A good summary of your argument. However, I pointed out above why I think your argument fails.Theists often say that the burden of proof is on the atheist to give their evidence justifying disbelief in god (as you have hinted in a recent post), so I am now returning with a request for any theist to give the evidence justifying disbelief in the orbiting teapot, in the attempt to show that both requests are equally irrational, and that it is the onus of the person asserting a positive belief to supply evidence supporting that belief.
Fight&Die4Allah said:i suppose all these miracles time after time just magically happened too, similar to how the universe was formed right?
i suppose you gonna deny these miracles, the signs that prove Allah does Exist
Greetings,
I certainly deny that those are miracles, and frankly I'm amazed that you give them credence.

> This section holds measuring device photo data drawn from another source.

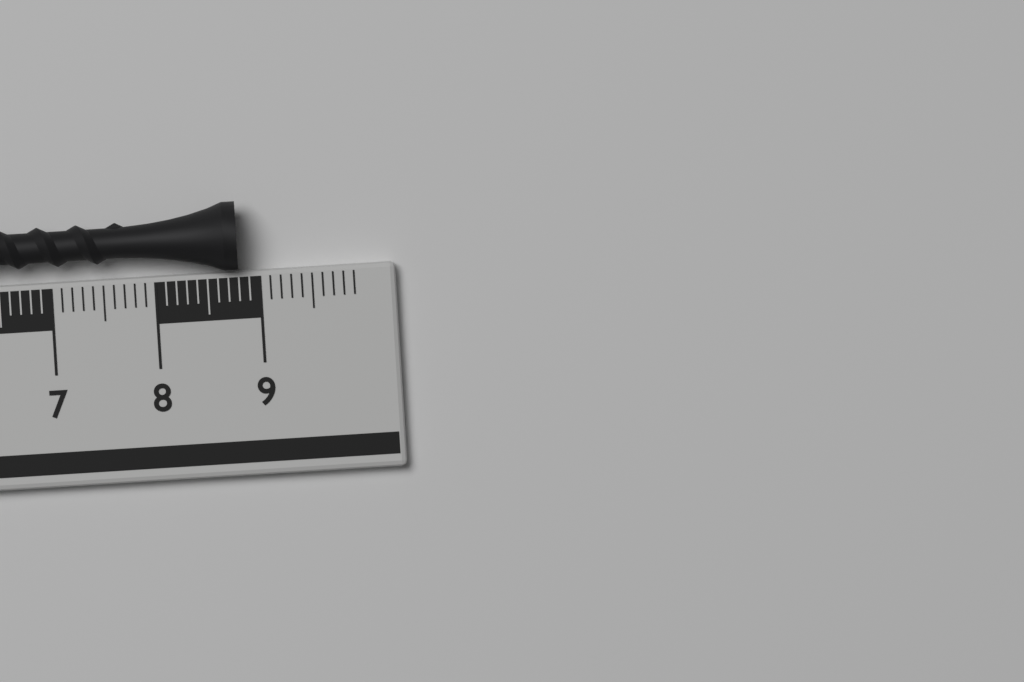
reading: 8.8 cm
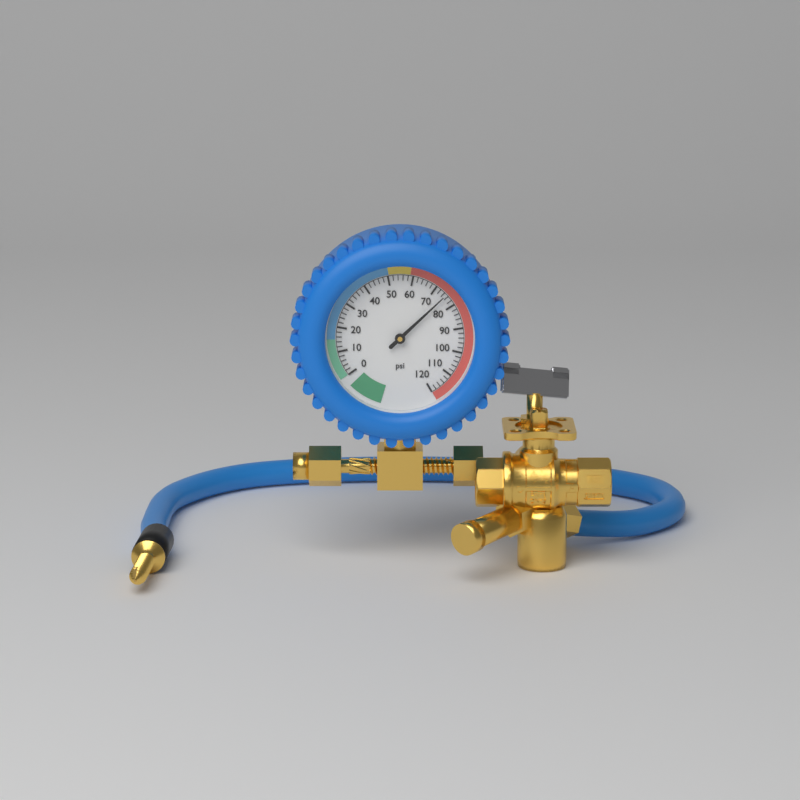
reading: 75 psi
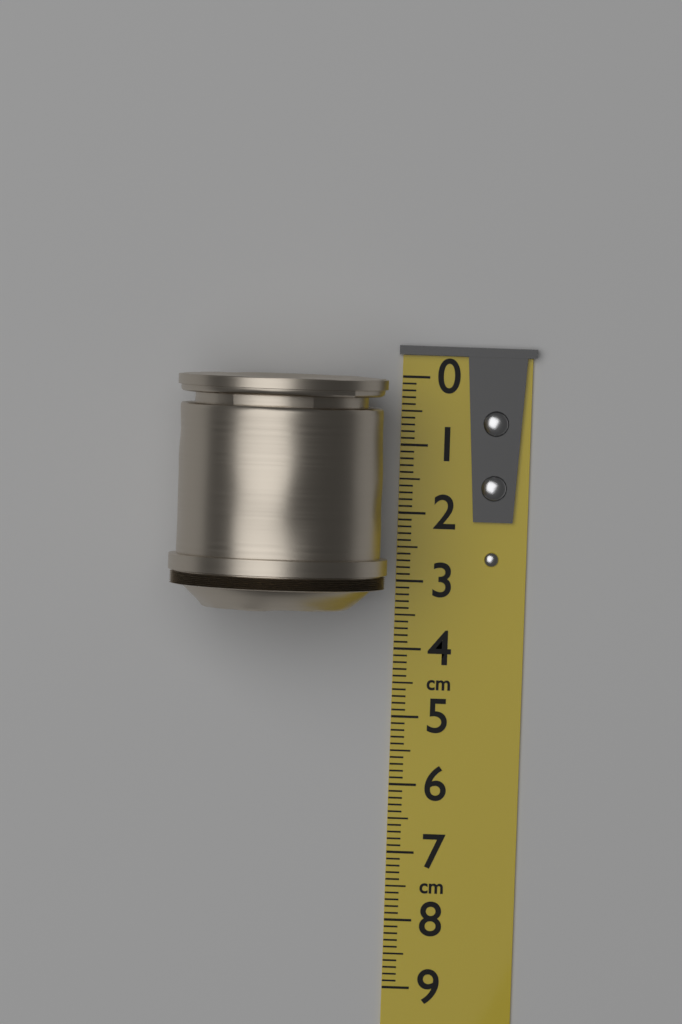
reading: 3.4 cm
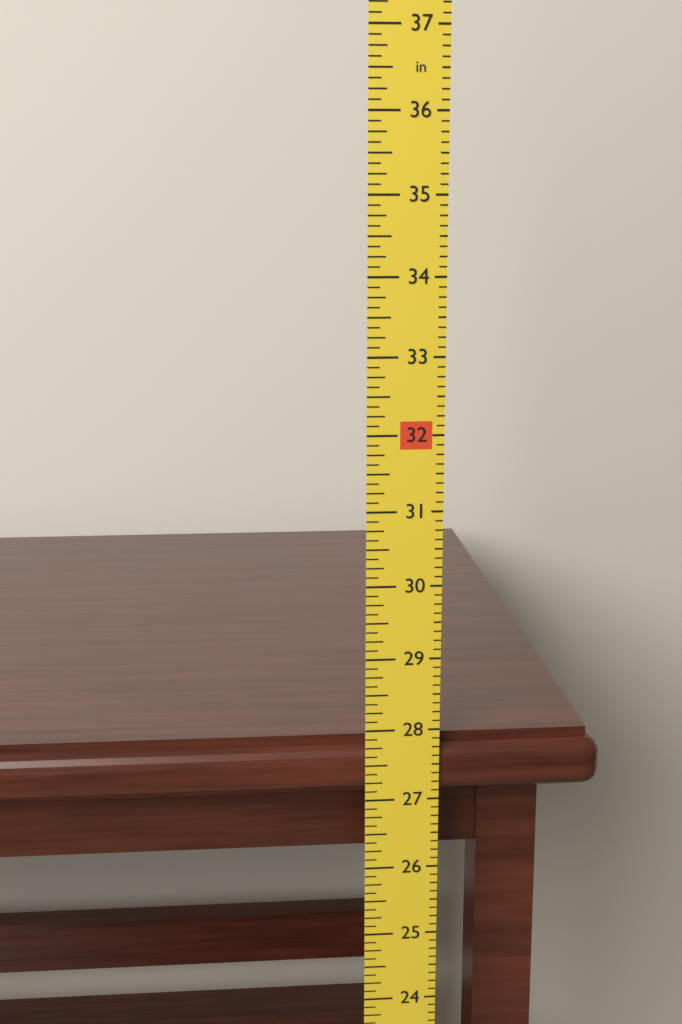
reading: 27.875 in
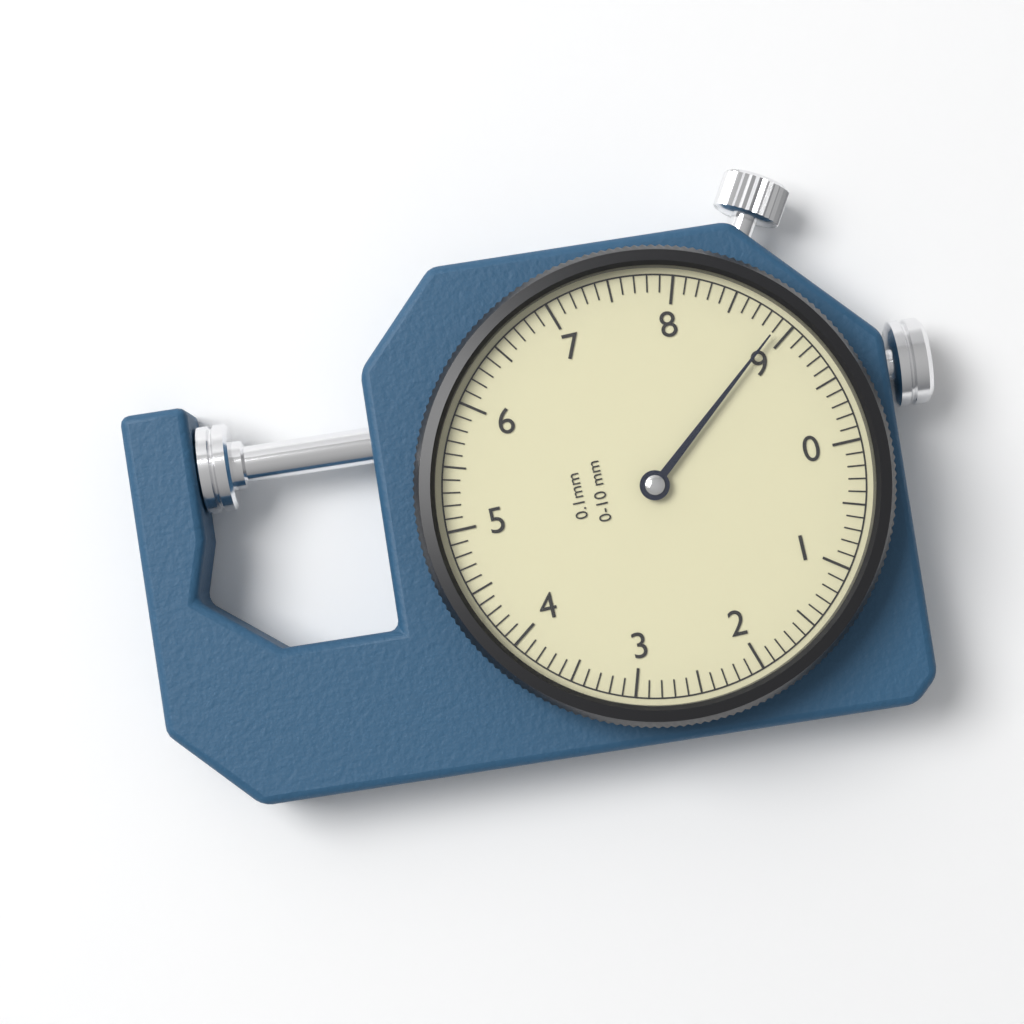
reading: 8.9 mm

You may as well claim that every time 'the face of Jesus' is found in a piece of toast that that indisputably proves his divinity.
Peace
Greetings,
I certainly deny that those are miracles, and frankly I'm amazed that you give them credence.
You may as well claim that every time 'the face of Jesus' is found in a piece of toast that that indisputably proves his divinity.
Peace
Who Created the Universe From Nothing?
With this triumph of the Big Bang, the thesis of an "infinite universe", which forms the basis of materialist dogma, was tossed onto the scrap-heap of history. But for materialists it also raised a couple of inconvenient questions: What existed before the Big Bang? And what force could have caused the great explosion that resulted in a universe that did not exist before?

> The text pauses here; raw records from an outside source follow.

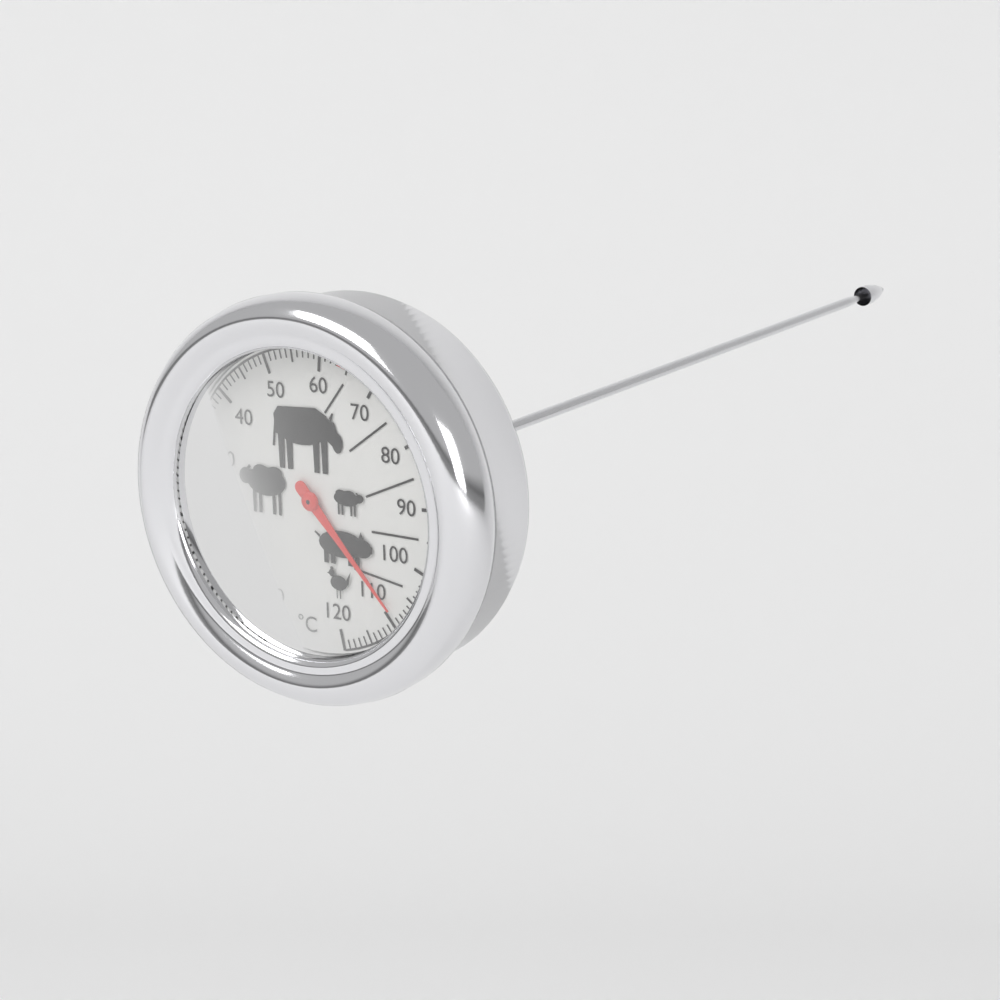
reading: 109 °C
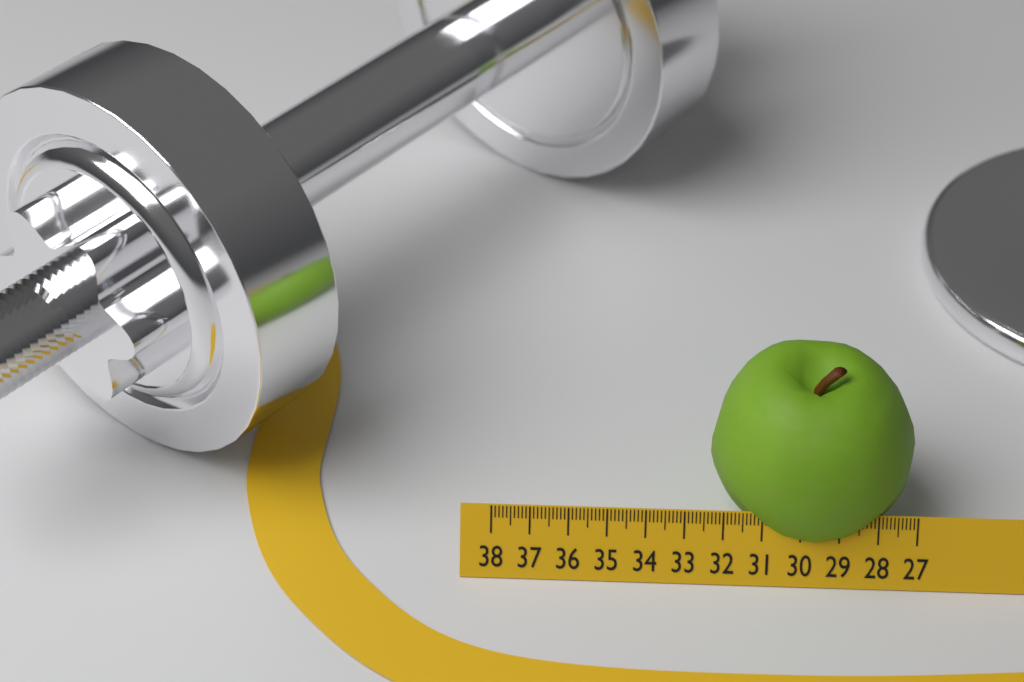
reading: 32.3 (no unit)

Materialists like Arthur Eddington recognized that the answers to these questions could point to the existence of a supreme creator and that they did not like. The atheist philosopher Anthony Flew commented on this point:
Notoriously, confession is good for the soul. I will therefore begin by confessing that the Stratonician atheist has to be embarrassed by the contemporary cosmological consensus. For it seems that the cosmologists are providing a scientific proof of what St. Thomas contended could not be proved philosophically; namely, that the universe had a beginning. So long as the universe can be comfortably thought of as being not only without end but also beginning, it remains easy to urge that its brute existence, and whatever are found to be its most fundamental features, should be accepted as the explanatory ultimates. Although I believe that it remains still correct, it certainly is neither easy nor comfortable to maintain this position in the face of the Big Bang story. 1
Many scientists who do not force themselves to be atheists accept and favor the existence of a creator having an infinite power. For instance, the American astrophysicist Hugh Ross proposes a Creator of universe, Who is above all physical dimensions as:
By definition, time is that dimension in which cause-and-effect phenomena take place. No time, no cause and effect. If time's beginning is concurrent with the beginning of the universe, as the space-time theorem says, then the cause of the universe must be some entity operating in a time dimension completely independent of and pre-existent to the time dimension of the cosmos. …It tells us that the Creator is transcendent, operating beyond the dimensional limits of the universe. It tells us that God is not the universe itself, nor is God contained within the universe.2
I am sorry to hear that.
We will stop if you stop. So the next time the media refers to all Muslims being terrorists you will not complain?
IThis is easy to explain and in fact you have answered your own question. The Quran and the Bible do not contain amazing facts, or at least no one knew they did. Modern scientists, usually believers or in the pay of the Saudi government, have gone over the Bible and the Quran with a fine tooth comb and taken out anything they can semi-plausibly claim to be scientific and claimed it is a miracle. So the Quran did not, for about 1400 years, make any sort of statements about science or maths. It is only in the last 30 years or so that some people have claimed it does.